Filter News
Area of Research
- (-) Supercomputing (28)
- Advanced Manufacturing (4)
- Biology and Environment (32)
- Building Technologies (2)
- Clean Energy (68)
- Computational Engineering (1)
- Computer Science (8)
- Electricity and Smart Grid (2)
- Energy Sciences (1)
- Fusion and Fission (7)
- Fusion Energy (8)
- Materials (13)
- Materials for Computing (5)
- National Security (21)
- Neutron Science (5)
- Nuclear Science and Technology (11)
- Nuclear Systems Modeling, Simulation and Validation (1)
- Quantum information Science (7)
- Sensors and Controls (1)
News Topics
- (-) Advanced Reactors (1)
- (-) Cybersecurity (2)
- (-) Grid (1)
- (-) Machine Learning (8)
- (-) Quantum Science (13)
- (-) Sustainable Energy (4)
- 3-D Printing/Advanced Manufacturing (2)
- Artificial Intelligence (22)
- Big Data (18)
- Bioenergy (3)
- Biology (7)
- Biomedical (11)
- Biotechnology (1)
- Buildings (2)
- Chemical Sciences (2)
- Climate Change (14)
- Computer Science (61)
- Coronavirus (9)
- Critical Materials (3)
- Decarbonization (3)
- Energy Storage (2)
- Environment (17)
- Exascale Computing (15)
- Frontier (15)
- Fusion (1)
- High-Performance Computing (25)
- Isotopes (1)
- Materials (5)
- Materials Science (9)
- Mathematics (1)
- Microscopy (2)
- Nanotechnology (6)
- National Security (3)
- Net Zero (1)
- Neutron Science (6)
- Nuclear Energy (3)
- Physics (4)
- Polymers (2)
- Quantum Computing (14)
- Security (1)
- Simulation (12)
- Software (1)
- Space Exploration (2)
- Summit (28)
- Transportation (4)
Media Contacts
A team of researchers has developed a novel, machine learning–based technique to explore and identify relationships among medical concepts using electronic health record data across multiple healthcare providers.
Tackling the climate crisis and achieving an equitable clean energy future are among the biggest challenges of our time.
A rapidly emerging consensus in the scientific community predicts the future will be defined by humanity’s ability to exploit the laws of quantum mechanics.
A team of scientists led by the Department of Energy’s Oak Ridge National Laboratory and the Georgia Institute of Technology is using supercomputing and revolutionary deep learning tools to predict the structures and roles of thousands of proteins with unknown functions.
A team led by the U.S. Department of Energy’s Oak Ridge National Laboratory demonstrated the viability of a “quantum entanglement witness” capable of proving the presence of entanglement between magnetic particles, or spins, in a quantum material.
Twenty-seven ORNL researchers Zoomed into 11 middle schools across Tennessee during the annual Engineers Week in February. East Tennessee schools throughout Oak Ridge and Roane, Sevier, Blount and Loudon counties participated, with three West Tennessee schools joining in.
To better understand the spread of SARS-CoV-2, the virus that causes COVID-19, Oak Ridge National Laboratory researchers have harnessed the power of supercomputers to accurately model the spike protein that binds the novel coronavirus to a human cell receptor.
The Department of Energy has selected Oak Ridge National Laboratory to lead a collaboration charged with developing quantum technologies that will usher in a new era of innovation.
ORNL researchers have developed an intelligent power electronic inverter platform that can connect locally sited energy resources such as solar panels, energy storage and electric vehicles and smoothly interact with the utility power grid.
From materials science and earth system modeling to quantum information science and cybersecurity, experts in many fields run simulations and conduct experiments to collect the abundance of data necessary for scientific progress.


§ **About this exercise**: Check which lines of the entries that follow hold "Population", then give the number of those lines and nothing more.

§ **Dataset entries on figures**:
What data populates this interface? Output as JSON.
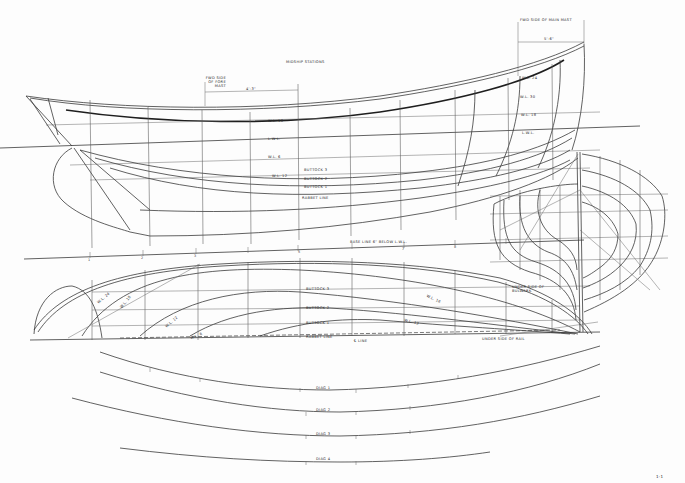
{
  "drawing": {
    "type": "lines-plan",
    "views": [
      "profile",
      "half-breadth-plan",
      "body-plan",
      "diagonals"
    ]
  },
  "profile": {
    "annotations": {
      "fwd_side_main_mast": "FWD SIDE OF MAIN MAST",
      "main_mast_dim": "5'-6\"",
      "fwd_side_fore_mast": "FWD SIDE OF FORE MAST",
      "fore_mast_dim": "4'-3\"",
      "midship_stations": "MIDSHIP STATIONS"
    },
    "waterlines": [
      "W.L. 18",
      "L.W.L.",
      "W.L. 6",
      "W.L. 12"
    ],
    "buttocks": [
      "BUTTOCK 3",
      "BUTTOCK 2",
      "BUTTOCK 1"
    ],
    "rabbet": "RABBET LINE",
    "stern_labels": [
      "W.L. 24",
      "W.L. 30",
      "W.L. 18",
      "L.W.L."
    ]
  },
  "baseline": {
    "label": "BASE LINE 6\" BELOW L.W.L.",
    "stations": [
      "0",
      "1",
      "2",
      "3",
      "4",
      "5",
      "6",
      "7",
      "8",
      "9"
    ]
  },
  "half_breadth": {
    "buttocks": [
      "BUTTOCK 3",
      "BUTTOCK 2",
      "BUTTOCK 1"
    ],
    "rabbet": "RABBET LINE",
    "centerline": "℄ LINE",
    "waterlines": [
      "W.L. 24",
      "W.L. 18",
      "W.L. 12",
      "W.L. 6",
      "W.L. 18",
      "W.L. 12"
    ],
    "under_side_bulwark": "UNDER SIDE OF BULWARK",
    "under_side_rail": "UNDER SIDE OF RAIL"
  },
  "diagonals": {
    "labels": [
      "DIAG 1",
      "DIAG 2",
      "DIAG 3",
      "DIAG 4"
    ]
  },
  "sheet": {
    "sheet_mark": "1-1"
  }
}
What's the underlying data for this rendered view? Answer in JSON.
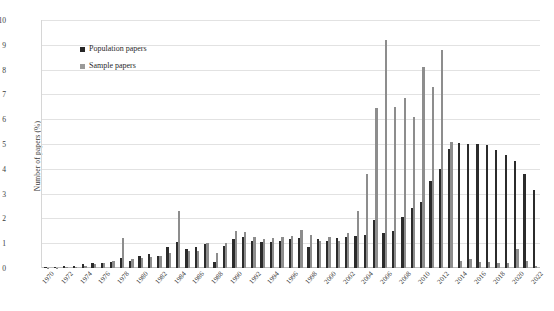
{
  "chart_data": {
    "type": "bar",
    "title": "",
    "xlabel": "",
    "ylabel": "Number of papers (%)",
    "ylim": [
      0,
      10
    ],
    "yticks": [
      0,
      1,
      2,
      3,
      4,
      5,
      6,
      7,
      8,
      9,
      10
    ],
    "grid": true,
    "legend_position": "upper-left-inside",
    "x_tick_step": 2,
    "x_tick_labels": [
      "1970",
      "1972",
      "1974",
      "1976",
      "1978",
      "1980",
      "1982",
      "1984",
      "1986",
      "1988",
      "1990",
      "1992",
      "1994",
      "1996",
      "1998",
      "2000",
      "2002",
      "2004",
      "2006",
      "2008",
      "2010",
      "2012",
      "2014",
      "2016",
      "2018",
      "2020",
      "2022"
    ],
    "categories": [
      "1970",
      "1971",
      "1972",
      "1973",
      "1974",
      "1975",
      "1976",
      "1977",
      "1978",
      "1979",
      "1980",
      "1981",
      "1982",
      "1983",
      "1984",
      "1985",
      "1986",
      "1987",
      "1988",
      "1989",
      "1990",
      "1991",
      "1992",
      "1993",
      "1994",
      "1995",
      "1996",
      "1997",
      "1998",
      "1999",
      "2000",
      "2001",
      "2002",
      "2003",
      "2004",
      "2005",
      "2006",
      "2007",
      "2008",
      "2009",
      "2010",
      "2011",
      "2012",
      "2013",
      "2014",
      "2015",
      "2016",
      "2017",
      "2018",
      "2019",
      "2020",
      "2021",
      "2022"
    ],
    "series": [
      {
        "name": "Population papers",
        "color": "#2b2b2b",
        "values": [
          0.05,
          0.05,
          0.08,
          0.08,
          0.15,
          0.2,
          0.2,
          0.25,
          0.4,
          0.3,
          0.5,
          0.55,
          0.5,
          0.85,
          1.05,
          0.75,
          0.85,
          0.95,
          0.25,
          0.9,
          1.15,
          1.25,
          1.1,
          1.05,
          1.05,
          1.1,
          1.15,
          1.2,
          0.85,
          1.15,
          1.1,
          1.2,
          1.25,
          1.3,
          1.35,
          1.95,
          1.4,
          1.5,
          2.05,
          2.4,
          2.65,
          3.5,
          4.0,
          4.8,
          5.05,
          5.0,
          5.0,
          4.95,
          4.75,
          4.55,
          4.3,
          3.8,
          3.15
        ]
      },
      {
        "name": "Sample papers",
        "color": "#8d8d8d",
        "values": [
          0.0,
          0.0,
          0.05,
          0.05,
          0.1,
          0.15,
          0.2,
          0.3,
          1.2,
          0.35,
          0.4,
          0.45,
          0.5,
          0.6,
          2.3,
          0.7,
          0.7,
          1.0,
          0.6,
          1.0,
          1.5,
          1.45,
          1.25,
          1.15,
          1.2,
          1.25,
          1.3,
          1.55,
          1.35,
          1.1,
          1.25,
          1.1,
          1.4,
          2.3,
          3.8,
          6.45,
          9.2,
          6.5,
          6.85,
          6.1,
          8.1,
          7.3,
          8.8,
          5.1,
          0.3,
          0.35,
          0.25,
          0.25,
          0.2,
          0.2,
          0.75,
          0.3,
          0.1
        ]
      }
    ]
  },
  "legend": {
    "items": [
      {
        "label": "Population papers",
        "swatch": "dark-square"
      },
      {
        "label": "Sample papers",
        "swatch": "gray-square"
      }
    ]
  },
  "axes": {
    "y_title": "Number of papers (%)"
  }
}
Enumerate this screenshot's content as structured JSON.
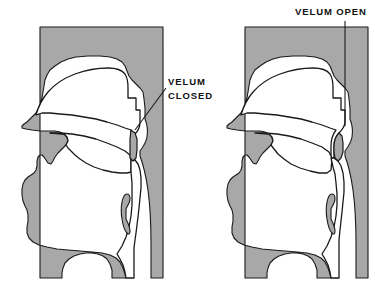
{
  "figure": {
    "background_color": "#ffffff",
    "tissue_fill": "#a8a8a8",
    "airway_fill": "#ffffff",
    "outline_color": "#1a1a1a",
    "leader_line_color": "#1a1a1a"
  },
  "labels": {
    "velum_closed": {
      "line1": "VELUM",
      "line2": "CLOSED",
      "x": 168,
      "y": 84
    },
    "velum_open": {
      "line1": "VELUM OPEN",
      "x": 295,
      "y": 16
    }
  },
  "panels": [
    {
      "id": "left-panel",
      "name": "velum-closed-diagram",
      "caption": "VELUM CLOSED",
      "state": "closed",
      "description": "Midsagittal section of the vocal tract with the soft palate raised so that it contacts the pharyngeal wall, sealing the nasal cavity from the oral cavity."
    },
    {
      "id": "right-panel",
      "name": "velum-open-diagram",
      "caption": "VELUM OPEN",
      "state": "open",
      "description": "Midsagittal section of the vocal tract with the soft palate lowered, leaving an open velopharyngeal port that connects the pharynx to the nasal cavity."
    }
  ]
}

§ **Task solution**: 2